By Monday morning Eric had connected me with a Realtor named Mara, a sharp-eyed woman in navy heels who took one look at me over coffee and decided not to waste time with moral caution.

“You want the house,” she said. “You have the means. The sellers want a clean close. If another informal offer exists, it isn’t final until it’s final. Do you want me to move?”

“Yes.”

“How fast?”

“As fast as possible.”

She smiled slightly. “I like decisive women.”

Within forty-eight hours I had toured the house.

The first time I stepped onto the porch, I felt something I had not expected. Not triumph. Not even revenge. Grief.

The house was more beautiful in person. The woodwork. The old staircase. The thin wavering imperfections in the original glass. The bay window Sophie had obsessed over cast a pool of afternoon light across the parlor floor. Upstairs, one room faced the backyard and would have made a perfect nursery. I stood there too long, looking at nothing, imagining too much.

Mara watched me carefully. “Still want it?”

I turned. “Yes.”

We submitted an offer that afternoon.

Three days later the sellers accepted.

I signed disclosures in a conference room that smelled like toner and new carpet. I initialed clauses. I transferred funds. I told almost no one.

My mother called every day. I stopped listening to the voicemails.

Sophie texted occasionally, as if we were navigating an awkward misunderstanding instead of a bloodletting.

I know you hate me.

I hope one day you’ll understand.

Please come to dinner on Sunday. Mom is worried.

I never answered.

At work, I became a machine.

Craig noticed first. He called me into his office six weeks after the dinner disaster and held up my quarterly performance report like it was evidence in a trial.

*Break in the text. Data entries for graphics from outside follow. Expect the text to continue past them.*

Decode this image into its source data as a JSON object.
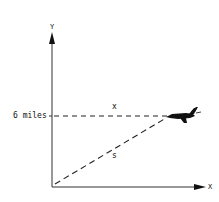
{
  "diagram": {
    "y_axis_label": "Y",
    "x_axis_label": "X",
    "height_label": "6 miles",
    "horizontal_segment_label": "x",
    "hypotenuse_label": "s",
    "object": "airplane-icon",
    "colors": {
      "ink": "#111111",
      "background": "#ffffff"
    }
  }
}
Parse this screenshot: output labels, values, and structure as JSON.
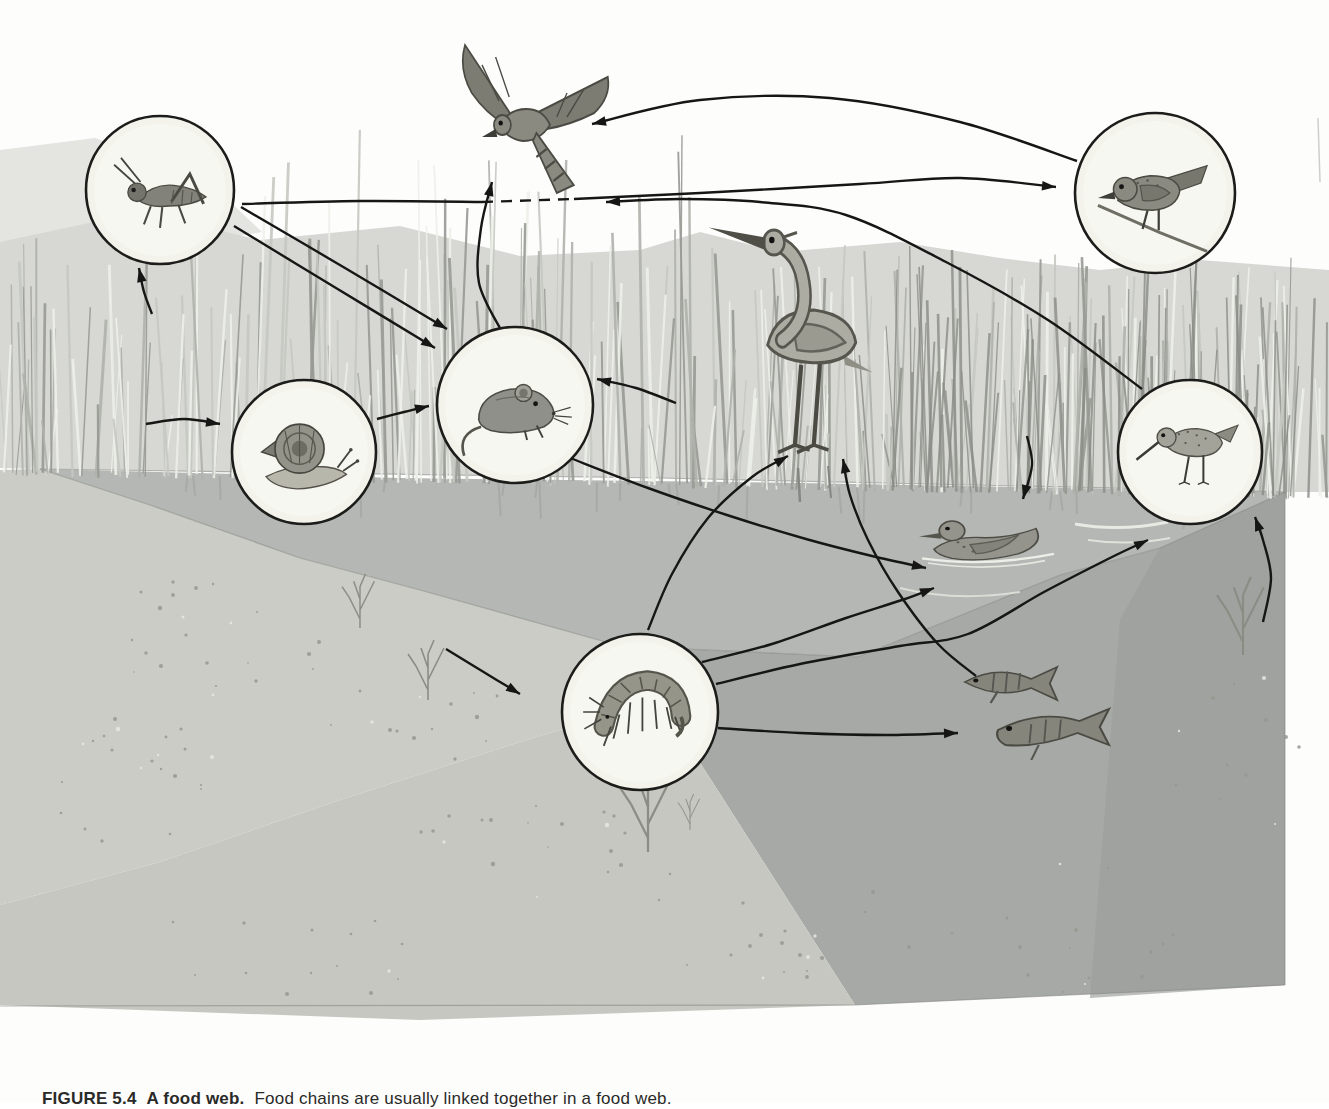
{
  "figure": {
    "caption_label": "FIGURE 5.4",
    "caption_title": "A food web.",
    "caption_text": "Food chains are usually linked together in a food web."
  },
  "palette": {
    "page_background": "#ffffff",
    "arrow_color": "#161614",
    "circle_fill": "#f3f3ec",
    "circle_stroke": "#1c1c1a",
    "grass_band": "#d7d8d3",
    "upper_wash": "#e4e5e0",
    "water_surface": "#b4b7b3",
    "left_bank_sand": "#cbccc6",
    "underwater_body": "#a6a9a5",
    "underwater_right_shade": "#9b9e9a",
    "sandy_floor": "#c6c7c1",
    "edge_line": "#82847e"
  },
  "diagram": {
    "nodes": [
      {
        "id": "grasshopper",
        "name": "grasshopper",
        "icon": "grasshopper-icon",
        "circled": true,
        "x": 160,
        "y": 190,
        "r": 74
      },
      {
        "id": "hawk",
        "name": "hawk",
        "icon": "hawk-icon",
        "circled": false,
        "x": 533,
        "y": 125,
        "w": 170,
        "h": 200
      },
      {
        "id": "songbird",
        "name": "songbird",
        "icon": "songbird-icon",
        "circled": true,
        "x": 1155,
        "y": 193,
        "r": 80
      },
      {
        "id": "snail",
        "name": "snail",
        "icon": "snail-icon",
        "circled": true,
        "x": 304,
        "y": 452,
        "r": 72
      },
      {
        "id": "mouse",
        "name": "mouse",
        "icon": "mouse-icon",
        "circled": true,
        "x": 515,
        "y": 405,
        "r": 78
      },
      {
        "id": "heron",
        "name": "heron",
        "icon": "heron-icon",
        "circled": false,
        "x": 797,
        "y": 335,
        "w": 210,
        "h": 250
      },
      {
        "id": "duck",
        "name": "duck",
        "icon": "duck-icon",
        "circled": false,
        "x": 988,
        "y": 540,
        "w": 150,
        "h": 115
      },
      {
        "id": "sandpiper",
        "name": "sandpiper",
        "icon": "sandpiper-icon",
        "circled": true,
        "x": 1190,
        "y": 452,
        "r": 72
      },
      {
        "id": "amphipod",
        "name": "amphipod",
        "icon": "amphipod-icon",
        "circled": true,
        "x": 640,
        "y": 712,
        "r": 78
      },
      {
        "id": "fish",
        "name": "fish",
        "icon": "fish-icon",
        "circled": false,
        "x": 1035,
        "y": 712,
        "w": 185,
        "h": 150
      },
      {
        "id": "plants",
        "name": "marsh-plants",
        "icon": "plants-scene",
        "circled": false,
        "scene_only": true
      }
    ],
    "edges": [
      {
        "from": "plants",
        "to": "grasshopper",
        "pts": [
          [
            152,
            314
          ],
          [
            144,
            292
          ],
          [
            139,
            268
          ]
        ]
      },
      {
        "from": "plants",
        "to": "snail",
        "pts": [
          [
            146,
            424
          ],
          [
            184,
            419
          ],
          [
            220,
            424
          ]
        ]
      },
      {
        "from": "plants",
        "to": "mouse",
        "pts": [
          [
            676,
            403
          ],
          [
            636,
            388
          ],
          [
            597,
            379
          ]
        ]
      },
      {
        "from": "grasshopper",
        "to": "mouse",
        "line": 1,
        "pts": [
          [
            241,
            207
          ],
          [
            345,
            268
          ],
          [
            447,
            329
          ]
        ]
      },
      {
        "from": "grasshopper",
        "to": "mouse",
        "line": 2,
        "pts": [
          [
            234,
            226
          ],
          [
            336,
            288
          ],
          [
            435,
            348
          ]
        ]
      },
      {
        "from": "grasshopper",
        "to": "songbird",
        "part": 1,
        "arrow": false,
        "pts": [
          [
            242,
            204
          ],
          [
            360,
            201
          ],
          [
            482,
            202
          ]
        ]
      },
      {
        "from": "grasshopper",
        "to": "songbird",
        "part": 2,
        "arrow": false,
        "dash": true,
        "note": "dashed where it passes the hawk",
        "pts": [
          [
            482,
            202
          ],
          [
            574,
            199
          ]
        ]
      },
      {
        "from": "grasshopper",
        "to": "songbird",
        "part": 3,
        "pts": [
          [
            574,
            199
          ],
          [
            700,
            193
          ],
          [
            860,
            184
          ],
          [
            960,
            178
          ],
          [
            1056,
            187
          ]
        ]
      },
      {
        "from": "snail",
        "to": "mouse",
        "pts": [
          [
            377,
            419
          ],
          [
            404,
            412
          ],
          [
            429,
            406
          ]
        ]
      },
      {
        "from": "mouse",
        "to": "hawk",
        "pts": [
          [
            502,
            332
          ],
          [
            479,
            283
          ],
          [
            481,
            228
          ],
          [
            492,
            182
          ]
        ]
      },
      {
        "from": "songbird",
        "to": "hawk",
        "pts": [
          [
            1077,
            161
          ],
          [
            960,
            122
          ],
          [
            830,
            98
          ],
          [
            700,
            100
          ],
          [
            592,
            124
          ]
        ]
      },
      {
        "from": "sandpiper",
        "to": "hawk",
        "pts": [
          [
            1142,
            389
          ],
          [
            1048,
            320
          ],
          [
            946,
            262
          ],
          [
            846,
            215
          ],
          [
            760,
            202
          ],
          [
            680,
            199
          ],
          [
            606,
            202
          ]
        ]
      },
      {
        "from": "mouse",
        "to": "duck",
        "pts": [
          [
            570,
            458
          ],
          [
            648,
            488
          ],
          [
            730,
            516
          ],
          [
            806,
            539
          ],
          [
            872,
            556
          ],
          [
            926,
            568
          ]
        ]
      },
      {
        "from": "plants",
        "to": "duck",
        "pts": [
          [
            1027,
            436
          ],
          [
            1032,
            465
          ],
          [
            1023,
            499
          ]
        ]
      },
      {
        "from": "amphipod",
        "to": "heron",
        "pts": [
          [
            648,
            630
          ],
          [
            672,
            574
          ],
          [
            708,
            518
          ],
          [
            752,
            477
          ],
          [
            788,
            456
          ]
        ]
      },
      {
        "from": "fish",
        "to": "heron",
        "pts": [
          [
            976,
            676
          ],
          [
            938,
            644
          ],
          [
            898,
            592
          ],
          [
            868,
            540
          ],
          [
            850,
            495
          ],
          [
            843,
            459
          ]
        ]
      },
      {
        "from": "amphipod",
        "to": "duck",
        "pts": [
          [
            702,
            662
          ],
          [
            772,
            644
          ],
          [
            846,
            618
          ],
          [
            902,
            600
          ],
          [
            934,
            588
          ]
        ]
      },
      {
        "from": "amphipod",
        "to": "sandpiper",
        "pts": [
          [
            716,
            684
          ],
          [
            800,
            664
          ],
          [
            900,
            646
          ],
          [
            968,
            634
          ],
          [
            1044,
            592
          ],
          [
            1110,
            558
          ],
          [
            1148,
            540
          ]
        ]
      },
      {
        "from": "amphipod",
        "to": "fish",
        "pts": [
          [
            718,
            728
          ],
          [
            800,
            733
          ],
          [
            886,
            735
          ],
          [
            958,
            733
          ]
        ]
      },
      {
        "from": "plants",
        "to": "amphipod",
        "pts": [
          [
            446,
            649
          ],
          [
            482,
            671
          ],
          [
            520,
            694
          ]
        ]
      },
      {
        "from": "plants",
        "to": "sandpiper",
        "pts": [
          [
            1263,
            622
          ],
          [
            1271,
            578
          ],
          [
            1263,
            540
          ],
          [
            1255,
            517
          ]
        ]
      }
    ]
  },
  "scene": {
    "regions": [
      {
        "name": "sky",
        "fill": "#fdfdfc",
        "pts": [
          [
            0,
            0
          ],
          [
            1329,
            0
          ],
          [
            1329,
            1103
          ],
          [
            0,
            1103
          ]
        ]
      },
      {
        "name": "upper-left-wash",
        "fill": "#e4e5e0",
        "pts": [
          [
            0,
            150
          ],
          [
            95,
            138
          ],
          [
            205,
            178
          ],
          [
            262,
            232
          ],
          [
            150,
            252
          ],
          [
            0,
            248
          ]
        ]
      },
      {
        "name": "grass-band",
        "fill": "#d7d8d3",
        "pts": [
          [
            0,
            242
          ],
          [
            140,
            212
          ],
          [
            260,
            240
          ],
          [
            400,
            226
          ],
          [
            520,
            256
          ],
          [
            640,
            250
          ],
          [
            700,
            232
          ],
          [
            780,
            252
          ],
          [
            900,
            242
          ],
          [
            1000,
            258
          ],
          [
            1100,
            270
          ],
          [
            1200,
            260
          ],
          [
            1329,
            270
          ],
          [
            1329,
            492
          ],
          [
            1285,
            492
          ],
          [
            660,
            478
          ],
          [
            40,
            469
          ],
          [
            0,
            468
          ]
        ]
      },
      {
        "name": "water-surface",
        "fill": "#b4b7b3",
        "pts": [
          [
            40,
            469
          ],
          [
            400,
            478
          ],
          [
            800,
            483
          ],
          [
            1285,
            492
          ],
          [
            1160,
            548
          ],
          [
            1060,
            575
          ],
          [
            858,
            657
          ],
          [
            620,
            646
          ],
          [
            420,
            590
          ],
          [
            300,
            558
          ],
          [
            150,
            505
          ]
        ]
      },
      {
        "name": "left-bank-sand",
        "fill": "#cbccc6",
        "pts": [
          [
            0,
            470
          ],
          [
            40,
            469
          ],
          [
            150,
            505
          ],
          [
            300,
            558
          ],
          [
            420,
            590
          ],
          [
            620,
            646
          ],
          [
            660,
            700
          ],
          [
            520,
            742
          ],
          [
            340,
            800
          ],
          [
            160,
            862
          ],
          [
            0,
            905
          ]
        ]
      },
      {
        "name": "underwater-body",
        "fill": "#a6a9a5",
        "pts": [
          [
            620,
            646
          ],
          [
            858,
            657
          ],
          [
            1060,
            575
          ],
          [
            1160,
            548
          ],
          [
            1285,
            492
          ],
          [
            1285,
            985
          ],
          [
            855,
            1005
          ],
          [
            660,
            700
          ]
        ]
      },
      {
        "name": "underwater-right-shade",
        "fill": "#9b9e9a",
        "opacity": 0.65,
        "pts": [
          [
            1160,
            548
          ],
          [
            1285,
            492
          ],
          [
            1285,
            985
          ],
          [
            1090,
            998
          ],
          [
            1120,
            620
          ]
        ]
      },
      {
        "name": "sandy-floor",
        "fill": "#c6c7c1",
        "pts": [
          [
            0,
            905
          ],
          [
            160,
            862
          ],
          [
            340,
            800
          ],
          [
            520,
            742
          ],
          [
            660,
            700
          ],
          [
            855,
            1005
          ],
          [
            420,
            1020
          ],
          [
            0,
            1005
          ]
        ]
      }
    ],
    "block_edges": [
      {
        "name": "waterline",
        "pts": [
          [
            40,
            469
          ],
          [
            660,
            478
          ],
          [
            1285,
            492
          ]
        ]
      },
      {
        "name": "surface-front-edge",
        "pts": [
          [
            40,
            469
          ],
          [
            150,
            505
          ],
          [
            300,
            558
          ],
          [
            420,
            590
          ],
          [
            620,
            646
          ],
          [
            858,
            657
          ],
          [
            1060,
            575
          ],
          [
            1160,
            548
          ],
          [
            1285,
            492
          ]
        ]
      },
      {
        "name": "right-cut-edge",
        "pts": [
          [
            1285,
            492
          ],
          [
            1285,
            985
          ]
        ]
      },
      {
        "name": "bottom-right-edge",
        "pts": [
          [
            855,
            1005
          ],
          [
            1285,
            985
          ]
        ]
      },
      {
        "name": "bottom-left-edge",
        "pts": [
          [
            0,
            1006
          ],
          [
            855,
            1005
          ]
        ]
      }
    ],
    "reeds": {
      "count": 330,
      "dark_count": 70,
      "colors": [
        "#eef0ea",
        "#c6c8c2",
        "#b0b2ac",
        "#989a94"
      ],
      "dark_color": "#8a8c86"
    },
    "sprigs": [
      {
        "x": 360,
        "y": 628,
        "s": 0.9
      },
      {
        "x": 428,
        "y": 700,
        "s": 1.0
      },
      {
        "x": 648,
        "y": 852,
        "s": 1.4
      },
      {
        "x": 1243,
        "y": 655,
        "s": 1.3
      },
      {
        "x": 690,
        "y": 830,
        "s": 0.6
      }
    ],
    "speckle_clusters": [
      {
        "cx": 200,
        "cy": 640,
        "rx": 130,
        "ry": 60,
        "n": 22
      },
      {
        "cx": 120,
        "cy": 780,
        "rx": 110,
        "ry": 70,
        "n": 22
      },
      {
        "cx": 420,
        "cy": 720,
        "rx": 90,
        "ry": 50,
        "n": 14
      },
      {
        "cx": 520,
        "cy": 860,
        "rx": 160,
        "ry": 60,
        "n": 20
      },
      {
        "cx": 780,
        "cy": 930,
        "rx": 150,
        "ry": 60,
        "n": 18
      },
      {
        "cx": 1050,
        "cy": 930,
        "rx": 150,
        "ry": 70,
        "n": 16
      },
      {
        "cx": 1240,
        "cy": 760,
        "rx": 70,
        "ry": 90,
        "n": 12
      },
      {
        "cx": 300,
        "cy": 950,
        "rx": 160,
        "ry": 50,
        "n": 14
      }
    ],
    "water_marks": [
      {
        "d": "M1075,524 Q1120,532 1168,522",
        "s": "#edeee8",
        "w": 3
      },
      {
        "d": "M1088,540 Q1130,546 1170,538",
        "s": "#e4e6df",
        "w": 2
      },
      {
        "d": "M900,588 Q955,602 1020,592",
        "s": "#dfe1da",
        "w": 2
      },
      {
        "d": "M798,468 L800,502",
        "s": "#7f827d",
        "w": 2.5
      },
      {
        "d": "M828,466 L831,498",
        "s": "#7f827d",
        "w": 2
      },
      {
        "d": "M1318,118 L1320,182",
        "s": "#c9c9c4",
        "w": 1.5
      }
    ]
  }
}
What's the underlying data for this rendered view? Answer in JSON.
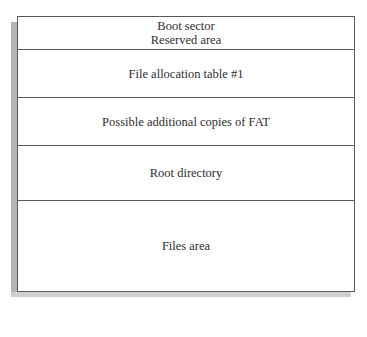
{
  "diagram": {
    "segments": [
      {
        "lines": [
          "Boot sector",
          "Reserved area"
        ],
        "top": 0,
        "height": 32
      },
      {
        "lines": [
          "File allocation table #1"
        ],
        "top": 32,
        "height": 48
      },
      {
        "lines": [
          "Possible additional copies of FAT"
        ],
        "top": 80,
        "height": 48
      },
      {
        "lines": [
          "Root directory"
        ],
        "top": 128,
        "height": 55
      },
      {
        "lines": [
          "Files area"
        ],
        "top": 183,
        "height": 91
      }
    ],
    "colors": {
      "border": "#5a5a5a",
      "text": "#2e2e2e",
      "shadow": "#b4b4b4"
    }
  }
}
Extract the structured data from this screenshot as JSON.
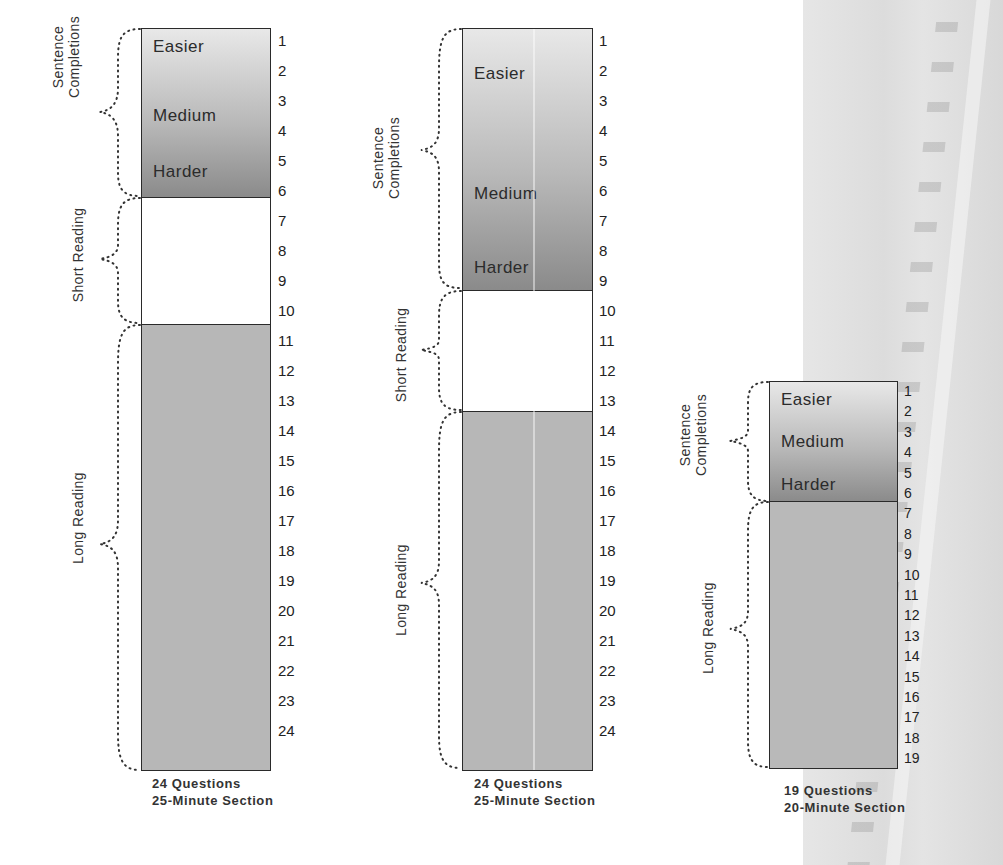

“These numbers are absurd,” he said.

“Good absurd or bad absurd?”

“Good enough that I’m slightly afraid of you.”

I sat across from him in my charcoal suit, hair pinned up, face composed, and almost laughed. Afraid of me. If only he knew.

“You doubled your client portfolio,” he said. “Closed the Sanford account. Cleaned up the Portman mess. And somehow found time to mentor two junior associates. What exactly are you eating for breakfast?”

“Spite,” I said before I could stop myself.

Craig blinked.

Then, to my relief, he barked out a laugh. “Whatever it is, bottle it.”

He leaned back in his chair. “The board is noticing. There’s conversation about moving you up sooner than planned.”

Promotion. More money. More leverage. The old version of me would have glowed. The current version only tucked the information away like another tool.

“Thank you,” I said.

My phone buzzed in my blazer pocket. Sophie again.

He noticed. “Personal life still messy?”

That was one word for it.

“Something like that.”

Craig’s expression softened. He had lost a marriage at forty and therefore carried a permanent, precise tenderness for other people’s implosions.

“Keep showing up,” he said. “That’s all you can control.”

That became my religion for a while. Show up. Work. Sign papers. Meet with contractors. Ignore my family. Build the framework of revenge the same way I had once built a wedding: carefully, methodically, with spreadsheets.

Eric stayed close through all of it, equal parts accomplice and conscience. We met most evenings at our usual coffee shop, where he reviewed inspection notes with me over cappuccinos and told me every third sentence that I was terrifying.

“You know,” he said one Thursday, pushing his glasses up as he studied the closing timeline, “most people get a rebound haircut. Maybe a tattoo. You bought a Victorian house just to weaponize real estate.”

“I am a very committed person.”

“That is a wildly generous spin.”

He turned the laptop toward me. A social media post filled the screen.

Sophie and Jaime stood arm in arm in front of the Victorian’s porch, smiling at the camera. The caption read: Can’t wait to start our new chapter. Dream home. Baby on the way. Feeling blessed.

I stared at it.

“They don’t know,” Eric said unnecessarily.

My mouth curved into something that was not quite a smile.

“No,” I said. “They don’t.”

Below the post, comments from extended family bloomed like mold.

Perfect little family!

So happy for you both!

That house is stunning!

Your baby will be so loved!

I thought of my mother forwarding Sophie baby-name lists while my own wedding deposits evaporated in accounting emails.